The Climate Impact of Owning a Dog

WIRED

My dog contributes to climate change. I've been a vegetarian for over a decade. It's not because of my health, or because I dislike the taste of chicken or beef: It's a lifestyle choice I made because I wanted to reduce my impact on the planet. And yet, twice a day, every day, I lovingly scoop a cup of meat-based kibble into a bowl and set it down for my 50-pound rescue dog, a husky mix named Loki. Until recently, I hadn't devoted a huge amount of thought to that paradox.

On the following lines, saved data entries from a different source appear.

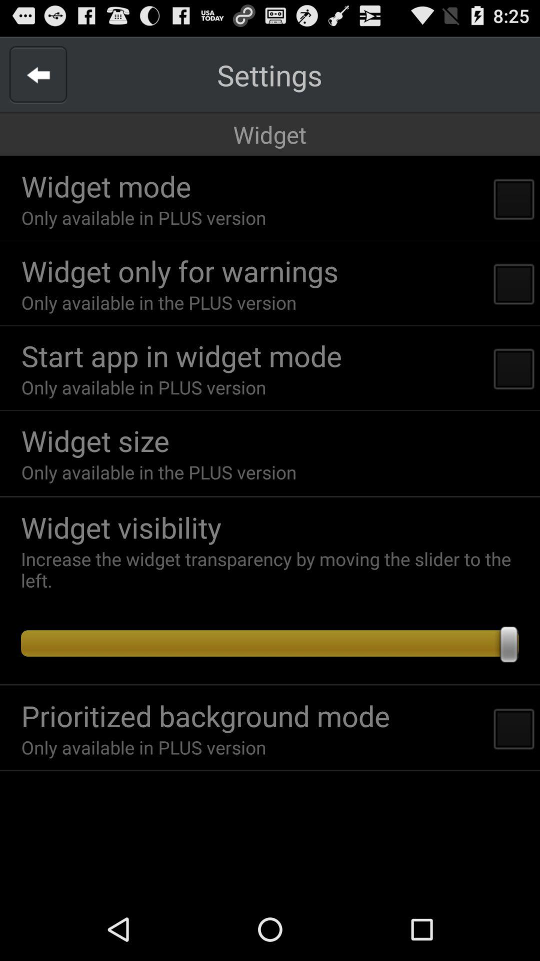 The height and width of the screenshot is (961, 540). I want to click on turn on the item next to settings item, so click(38, 75).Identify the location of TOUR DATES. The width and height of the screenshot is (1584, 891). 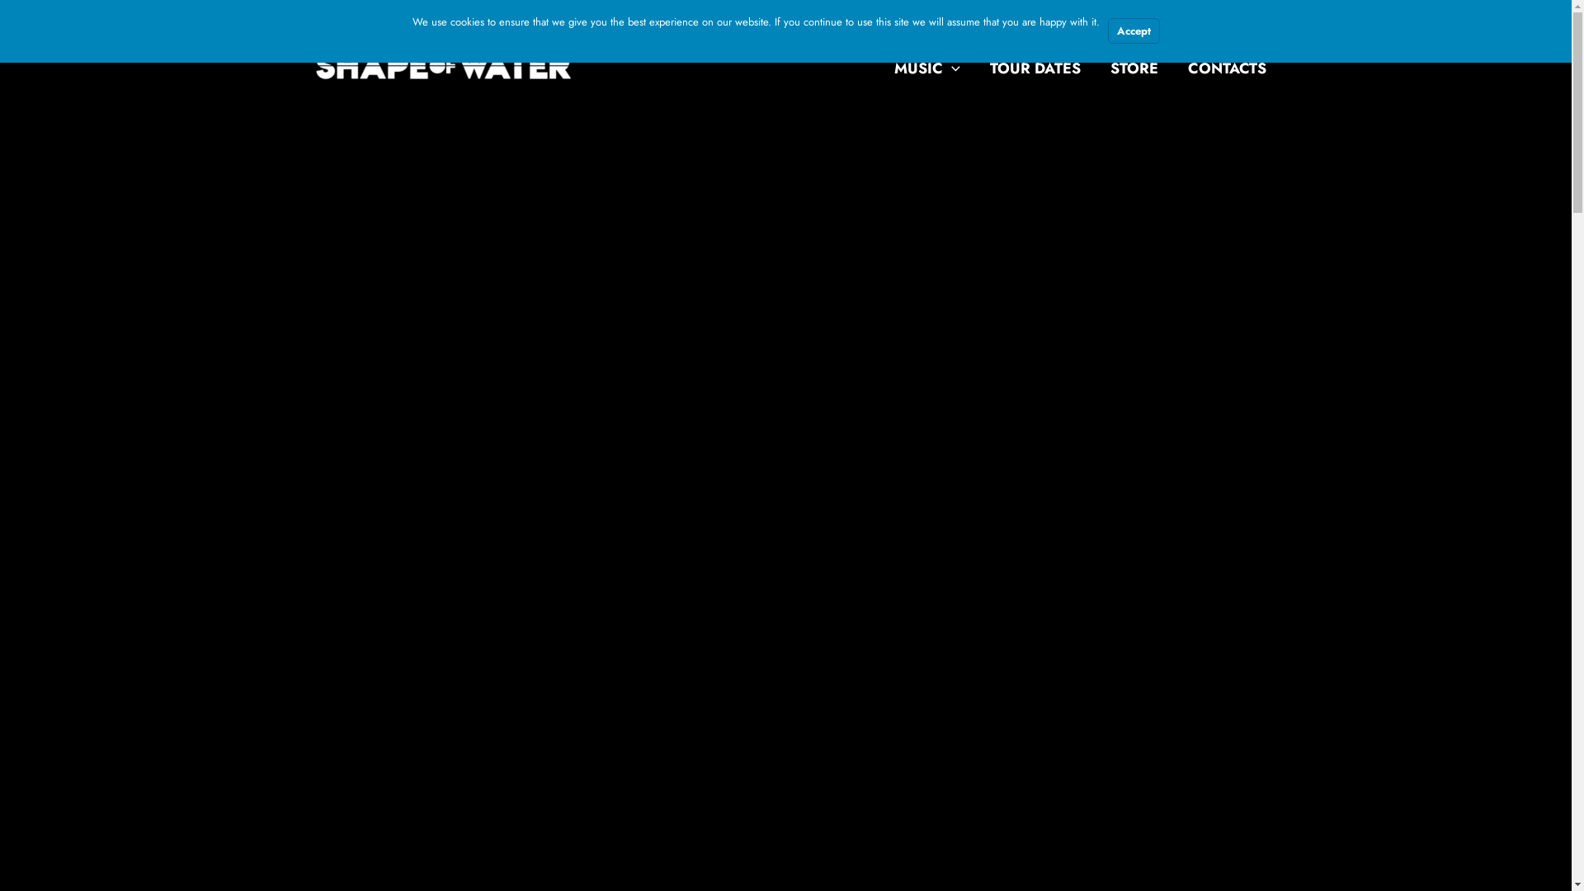
(1036, 68).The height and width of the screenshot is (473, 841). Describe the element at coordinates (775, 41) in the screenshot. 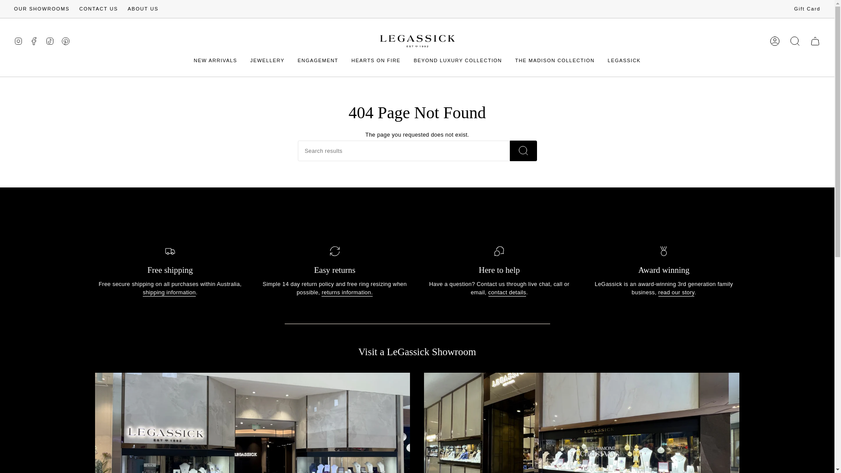

I see `My Account` at that location.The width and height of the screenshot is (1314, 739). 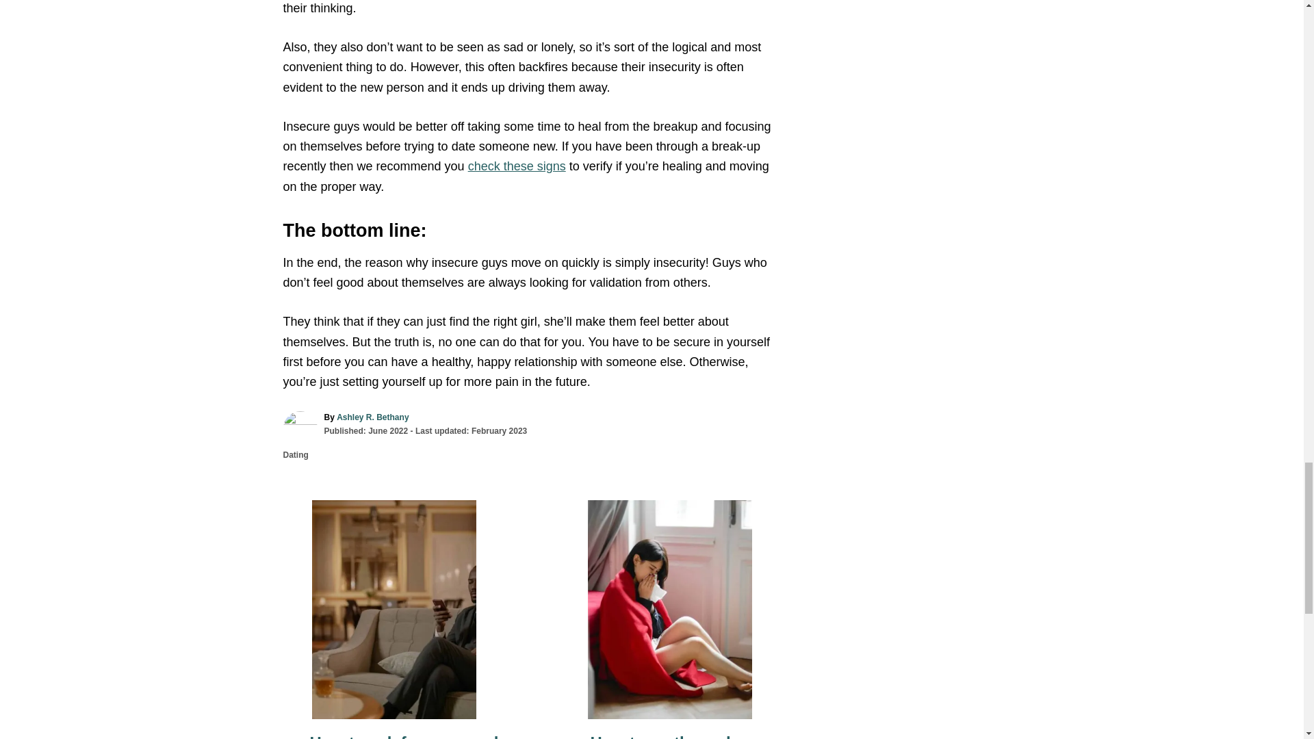 I want to click on check these signs, so click(x=517, y=166).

Google Wants to Power Their Chatbots By Filling Our Skies With Garbage

Slate

The space data-center wars are coming--and they're going to be ugly. Earlier this month, Google researchers released a paper about "Project Suncatcher," the company's research "moonshot" to build data centers in space. The paper's authors don't mince words when it comes to the challenges the tech giant is facing from A.I.'s energy demands, and their planned solution is to launch "fleets of satellites" into space and harvest energy from the sun. Google's space-based data centers won't be gigantic monolithic buildings like the data centers we have on Earth, but a "constellation of solar-powered satellites" carrying tensor processing units (the processors used to power Google's A.I. systems). The paper boasts that the company's data center fleet "will be significantly larger than any previous or current satellite constellations" in orbit.

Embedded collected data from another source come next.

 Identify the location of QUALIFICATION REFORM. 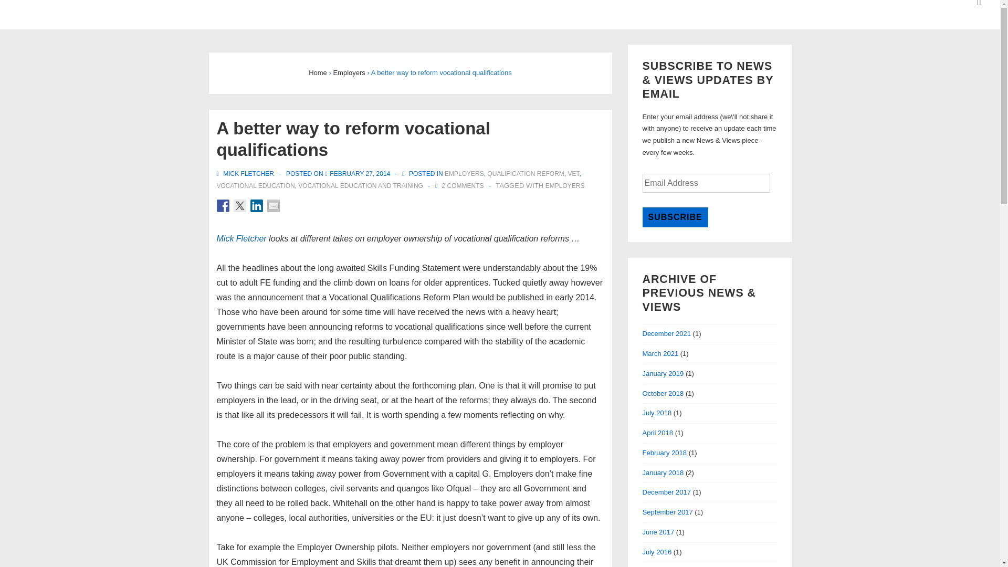
(525, 174).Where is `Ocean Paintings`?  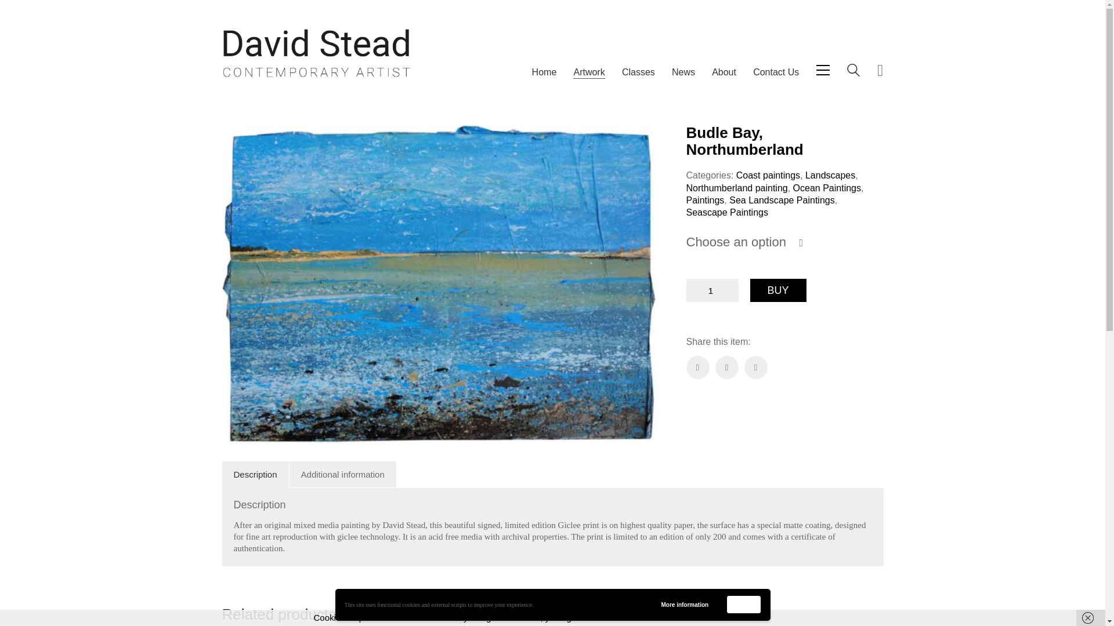
Ocean Paintings is located at coordinates (827, 188).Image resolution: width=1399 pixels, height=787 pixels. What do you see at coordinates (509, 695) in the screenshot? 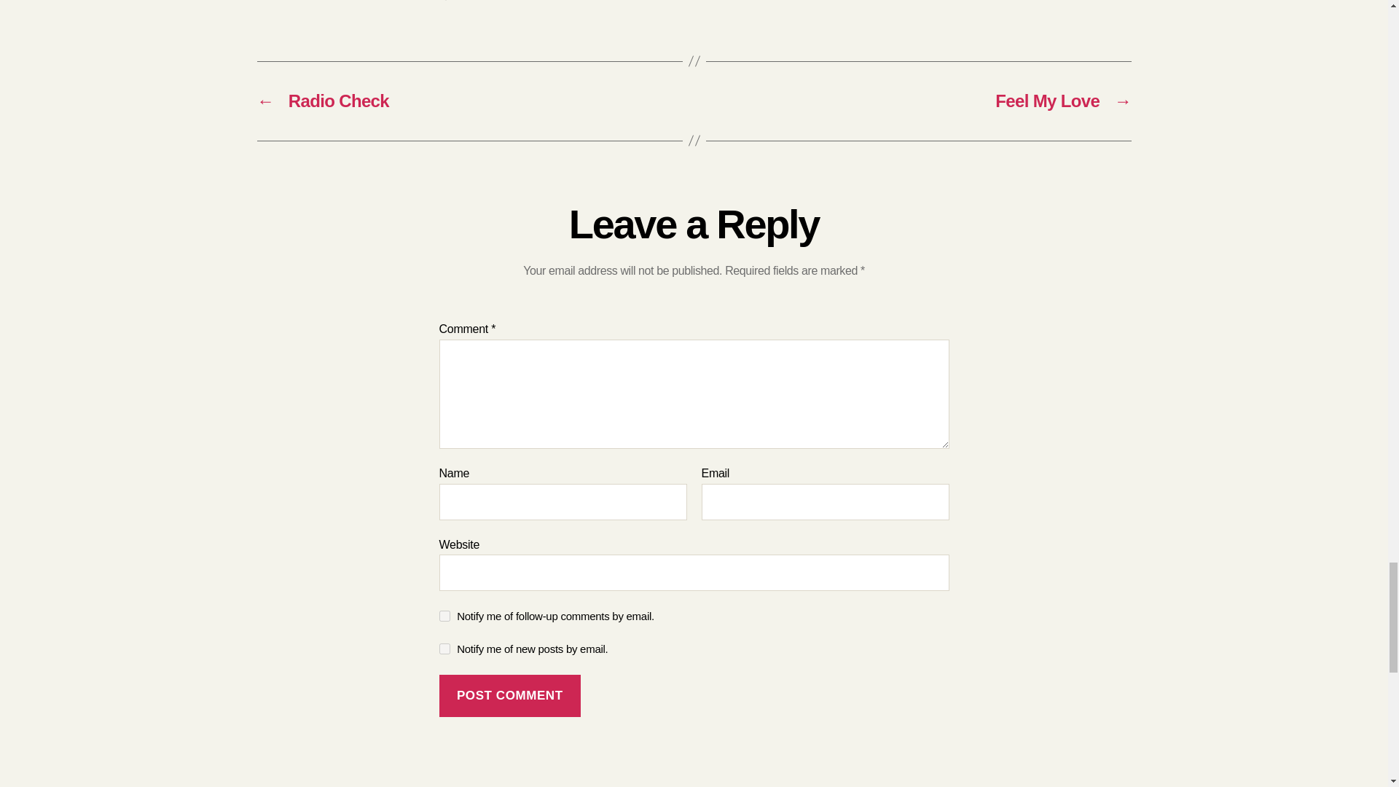
I see `Post Comment` at bounding box center [509, 695].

Task-based End-to-end Model Learning in Stochastic Optimization

Neural Information Processing Systems

With the increasing popularity of machine learning techniques, it has become common to see prediction algorithms operating within some larger process. However, the criteria by which we train these algorithms often differ from the ultimate criteria on which we evaluate them. This paper proposes an end-to-end approach for learning probabilistic machine learning models in a manner that directly captures the ultimate task-based objective for which they will be used, within the context of stochastic programming. We present three experimental evaluations of the proposed approach: a classical inventory stock problem, a real-world electrical grid scheduling task, and a real-world energy storage arbitrage task. We show that the proposed approach can outperform both traditional modeling and purely black-box policy optimization approaches in these applications.

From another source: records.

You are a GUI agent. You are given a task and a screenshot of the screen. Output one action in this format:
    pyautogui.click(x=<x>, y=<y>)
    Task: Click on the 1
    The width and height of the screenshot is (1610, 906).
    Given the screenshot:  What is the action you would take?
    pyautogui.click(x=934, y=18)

Elementary Symmetric Polynomials for Optimal Experimental Design

Neural Information Processing Systems

We revisit the classical problem of optimal experimental design (OED) under a new mathematical model grounded in a geometric motivation. Specifically, we introduce models based on elementary symmetric polynomials; these polynomials capture "partial volumes" and offer a graded interpolation between the widely used A-optimal design and D-optimal design models, obtaining each of them as special cases. We analyze properties of our models, and derive both greedy and convex-relaxation algorithms for computing the associated designs. Our analysis establishes approximation guarantees on these algorithms, while our empirical results substantiate our claims and demonstrate a curious phenomenon concerning our greedy method. Finally, as a byproduct, we obtain new results on the theory of elementary symmetric polynomials that may be of independent interest.